Julia McMorrough is a registered architect and associate professor in architecture at the University of Michigan’s Taubman College of Architecture and Urban Planning, where she teaches architectural design and representations courses. She has more than 15 years of experience in professional practice in architecture firms in Kansas City, New York, Boston, and Columbus, Ohio, where she was lead designer on a wide range of project types throughout the country, including libraries, academic buildings, and housing. She is the co-founder of studioAPT (with John McMorrough), a research and design collaborative that seeks to join the expeditious with the unexpected, through such projects as “All Access House,” “Measures of Access,” “Platform for Architecture,” “Makin’ It” (a situation comedy about architecture), “Habitat Shift,” and the “400:1 House.”
With a research agenda that focuses on accessibility, design for disability, and communication of ameliorative architectural ideas to expanded audiences, McMorrough was primary investigator on the Research on the City projects, “Re:Tool-Kit for Detroit” and “The Second City: Chicago’s Funny Urbanism.” She is the author of Materials, Structures, and Standards: All the Details Architects Need to Know But Can Never Find (Rockport Publishers, 2006), with a second edition titled Architecture: Reference and Specification (Rockport Publishers, 2013; third edition, 2018). More recently, she authored Drawing for Architects (Quarto Publishing, 2015).
McMorrough holds a Bachelor of Architecture from the University of Kansas and a Master of Science in advanced architectural design from Columbia University. She studied for one year at Technical University Dortmund in Germany, and received the 1998 Rotch Traveling Scholarship from the Boston Society of Architects.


Problem statement. Can you restate the records below word for word?

Records to process.

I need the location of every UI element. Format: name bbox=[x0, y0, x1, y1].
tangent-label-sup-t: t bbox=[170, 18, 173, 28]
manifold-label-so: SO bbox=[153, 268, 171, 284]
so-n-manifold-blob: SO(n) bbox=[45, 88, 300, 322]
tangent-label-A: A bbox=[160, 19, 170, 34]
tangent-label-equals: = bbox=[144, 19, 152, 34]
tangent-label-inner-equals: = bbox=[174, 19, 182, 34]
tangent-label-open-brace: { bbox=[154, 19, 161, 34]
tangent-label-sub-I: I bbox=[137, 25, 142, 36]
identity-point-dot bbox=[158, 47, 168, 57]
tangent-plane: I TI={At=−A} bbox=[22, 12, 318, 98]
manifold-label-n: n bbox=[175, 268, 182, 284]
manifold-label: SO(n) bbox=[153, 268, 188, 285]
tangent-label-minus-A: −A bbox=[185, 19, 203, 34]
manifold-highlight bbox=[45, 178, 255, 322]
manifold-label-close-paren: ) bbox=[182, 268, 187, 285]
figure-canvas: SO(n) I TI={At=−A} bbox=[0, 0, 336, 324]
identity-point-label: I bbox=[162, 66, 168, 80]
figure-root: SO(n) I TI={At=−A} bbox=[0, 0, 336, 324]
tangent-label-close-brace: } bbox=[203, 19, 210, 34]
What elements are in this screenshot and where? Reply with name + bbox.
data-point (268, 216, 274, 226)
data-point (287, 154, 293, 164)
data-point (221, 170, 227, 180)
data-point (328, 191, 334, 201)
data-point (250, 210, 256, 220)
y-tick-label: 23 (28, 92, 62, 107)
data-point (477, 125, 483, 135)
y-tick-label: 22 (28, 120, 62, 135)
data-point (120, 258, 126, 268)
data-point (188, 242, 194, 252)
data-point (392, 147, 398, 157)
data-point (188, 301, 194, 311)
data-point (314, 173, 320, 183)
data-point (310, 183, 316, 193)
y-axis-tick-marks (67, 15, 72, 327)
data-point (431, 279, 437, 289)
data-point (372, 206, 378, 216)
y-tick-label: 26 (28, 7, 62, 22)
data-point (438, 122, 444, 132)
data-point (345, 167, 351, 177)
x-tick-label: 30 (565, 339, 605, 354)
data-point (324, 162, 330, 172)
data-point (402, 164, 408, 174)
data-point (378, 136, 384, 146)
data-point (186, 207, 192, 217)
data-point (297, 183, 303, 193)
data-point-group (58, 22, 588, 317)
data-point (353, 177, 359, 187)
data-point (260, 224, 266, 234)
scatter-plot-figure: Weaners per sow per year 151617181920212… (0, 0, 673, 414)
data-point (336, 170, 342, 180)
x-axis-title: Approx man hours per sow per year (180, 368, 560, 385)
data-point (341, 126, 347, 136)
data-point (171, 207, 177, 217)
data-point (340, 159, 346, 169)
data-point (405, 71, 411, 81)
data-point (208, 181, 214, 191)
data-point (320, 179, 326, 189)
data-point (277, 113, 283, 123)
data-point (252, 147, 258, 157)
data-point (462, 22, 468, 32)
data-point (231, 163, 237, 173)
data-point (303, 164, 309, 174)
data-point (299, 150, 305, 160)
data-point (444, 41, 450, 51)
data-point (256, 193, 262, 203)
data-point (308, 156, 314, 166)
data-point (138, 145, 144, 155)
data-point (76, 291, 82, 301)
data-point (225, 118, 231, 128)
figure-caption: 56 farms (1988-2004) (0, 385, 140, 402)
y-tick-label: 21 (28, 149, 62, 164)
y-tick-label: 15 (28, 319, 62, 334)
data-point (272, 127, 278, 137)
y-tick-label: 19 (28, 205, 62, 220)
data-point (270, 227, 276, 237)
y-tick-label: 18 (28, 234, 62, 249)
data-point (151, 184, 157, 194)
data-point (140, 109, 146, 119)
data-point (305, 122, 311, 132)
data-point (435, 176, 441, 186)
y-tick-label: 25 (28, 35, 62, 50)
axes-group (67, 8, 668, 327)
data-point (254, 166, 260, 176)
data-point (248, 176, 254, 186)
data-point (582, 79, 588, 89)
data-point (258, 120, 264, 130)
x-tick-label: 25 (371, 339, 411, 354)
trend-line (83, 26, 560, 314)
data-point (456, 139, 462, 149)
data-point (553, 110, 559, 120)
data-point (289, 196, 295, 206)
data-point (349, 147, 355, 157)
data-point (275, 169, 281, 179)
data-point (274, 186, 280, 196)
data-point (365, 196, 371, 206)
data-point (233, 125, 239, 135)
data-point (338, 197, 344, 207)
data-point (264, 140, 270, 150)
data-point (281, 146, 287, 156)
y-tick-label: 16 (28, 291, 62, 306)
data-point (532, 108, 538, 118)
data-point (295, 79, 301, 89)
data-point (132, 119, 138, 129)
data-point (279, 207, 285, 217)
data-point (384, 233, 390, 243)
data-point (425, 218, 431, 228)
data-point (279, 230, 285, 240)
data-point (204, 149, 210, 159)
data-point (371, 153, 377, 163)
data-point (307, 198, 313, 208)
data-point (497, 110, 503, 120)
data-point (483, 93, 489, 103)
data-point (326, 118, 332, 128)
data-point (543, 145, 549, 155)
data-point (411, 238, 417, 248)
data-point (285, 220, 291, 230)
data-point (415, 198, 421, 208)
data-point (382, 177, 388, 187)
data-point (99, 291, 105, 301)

Task output.
I need the location of every UI element. Format: name bbox=[x0, y0, x1, y1].
tangent-label-sup-t: t bbox=[170, 18, 173, 28]
manifold-label-so: SO bbox=[153, 268, 171, 284]
so-n-manifold-blob: SO(n) bbox=[45, 88, 300, 322]
tangent-label-A: A bbox=[160, 19, 170, 34]
tangent-label-equals: = bbox=[144, 19, 152, 34]
tangent-label-inner-equals: = bbox=[174, 19, 182, 34]
tangent-label-open-brace: { bbox=[154, 19, 161, 34]
tangent-label-sub-I: I bbox=[137, 25, 142, 36]
identity-point-dot bbox=[158, 47, 168, 57]
tangent-plane: I TI={At=−A} bbox=[22, 12, 318, 98]
manifold-label-n: n bbox=[175, 268, 182, 284]
manifold-label: SO(n) bbox=[153, 268, 188, 285]
tangent-label-minus-A: −A bbox=[185, 19, 203, 34]
manifold-highlight bbox=[45, 178, 255, 322]
manifold-label-close-paren: ) bbox=[182, 268, 187, 285]
figure-canvas: SO(n) I TI={At=−A} bbox=[0, 0, 336, 324]
identity-point-label: I bbox=[162, 66, 168, 80]
figure-root: SO(n) I TI={At=−A} bbox=[0, 0, 336, 324]
tangent-label-close-brace: } bbox=[203, 19, 210, 34]
What elements are in this screenshot and where? Reply with name + bbox.
data-point (268, 216, 274, 226)
data-point (287, 154, 293, 164)
data-point (221, 170, 227, 180)
data-point (328, 191, 334, 201)
data-point (250, 210, 256, 220)
y-tick-label: 23 (28, 92, 62, 107)
data-point (477, 125, 483, 135)
y-tick-label: 22 (28, 120, 62, 135)
data-point (120, 258, 126, 268)
data-point (188, 242, 194, 252)
data-point (392, 147, 398, 157)
data-point (188, 301, 194, 311)
data-point (314, 173, 320, 183)
data-point (310, 183, 316, 193)
y-axis-tick-marks (67, 15, 72, 327)
data-point (431, 279, 437, 289)
data-point (372, 206, 378, 216)
y-tick-label: 26 (28, 7, 62, 22)
data-point (438, 122, 444, 132)
data-point (345, 167, 351, 177)
x-tick-label: 30 (565, 339, 605, 354)
data-point (324, 162, 330, 172)
data-point (402, 164, 408, 174)
data-point (378, 136, 384, 146)
data-point (186, 207, 192, 217)
data-point (297, 183, 303, 193)
data-point-group (58, 22, 588, 317)
data-point (353, 177, 359, 187)
data-point (260, 224, 266, 234)
scatter-plot-figure: Weaners per sow per year 151617181920212… (0, 0, 673, 414)
data-point (336, 170, 342, 180)
x-axis-title: Approx man hours per sow per year (180, 368, 560, 385)
data-point (341, 126, 347, 136)
data-point (171, 207, 177, 217)
data-point (340, 159, 346, 169)
data-point (405, 71, 411, 81)
data-point (208, 181, 214, 191)
data-point (320, 179, 326, 189)
data-point (277, 113, 283, 123)
data-point (252, 147, 258, 157)
data-point (462, 22, 468, 32)
data-point (231, 163, 237, 173)
data-point (303, 164, 309, 174)
data-point (299, 150, 305, 160)
data-point (444, 41, 450, 51)
data-point (256, 193, 262, 203)
data-point (308, 156, 314, 166)
data-point (138, 145, 144, 155)
data-point (76, 291, 82, 301)
data-point (225, 118, 231, 128)
figure-caption: 56 farms (1988-2004) (0, 385, 140, 402)
y-tick-label: 21 (28, 149, 62, 164)
y-tick-label: 15 (28, 319, 62, 334)
data-point (272, 127, 278, 137)
y-tick-label: 19 (28, 205, 62, 220)
data-point (270, 227, 276, 237)
y-tick-label: 18 (28, 234, 62, 249)
data-point (151, 184, 157, 194)
data-point (140, 109, 146, 119)
data-point (305, 122, 311, 132)
data-point (435, 176, 441, 186)
y-tick-label: 25 (28, 35, 62, 50)
axes-group (67, 8, 668, 327)
data-point (254, 166, 260, 176)
data-point (248, 176, 254, 186)
data-point (582, 79, 588, 89)
data-point (258, 120, 264, 130)
x-tick-label: 25 (371, 339, 411, 354)
trend-line (83, 26, 560, 314)
data-point (456, 139, 462, 149)
data-point (553, 110, 559, 120)
data-point (289, 196, 295, 206)
data-point (349, 147, 355, 157)
data-point (275, 169, 281, 179)
data-point (274, 186, 280, 196)
data-point (365, 196, 371, 206)
data-point (233, 125, 239, 135)
data-point (338, 197, 344, 207)
data-point (264, 140, 270, 150)
data-point (281, 146, 287, 156)
y-tick-label: 16 (28, 291, 62, 306)
data-point (532, 108, 538, 118)
data-point (295, 79, 301, 89)
data-point (132, 119, 138, 129)
data-point (279, 207, 285, 217)
data-point (384, 233, 390, 243)
data-point (425, 218, 431, 228)
data-point (279, 230, 285, 240)
data-point (204, 149, 210, 159)
data-point (371, 153, 377, 163)
data-point (307, 198, 313, 208)
data-point (497, 110, 503, 120)
data-point (483, 93, 489, 103)
data-point (326, 118, 332, 128)
data-point (543, 145, 549, 155)
data-point (411, 238, 417, 248)
data-point (285, 220, 291, 230)
data-point (415, 198, 421, 208)
data-point (382, 177, 388, 187)
data-point (99, 291, 105, 301)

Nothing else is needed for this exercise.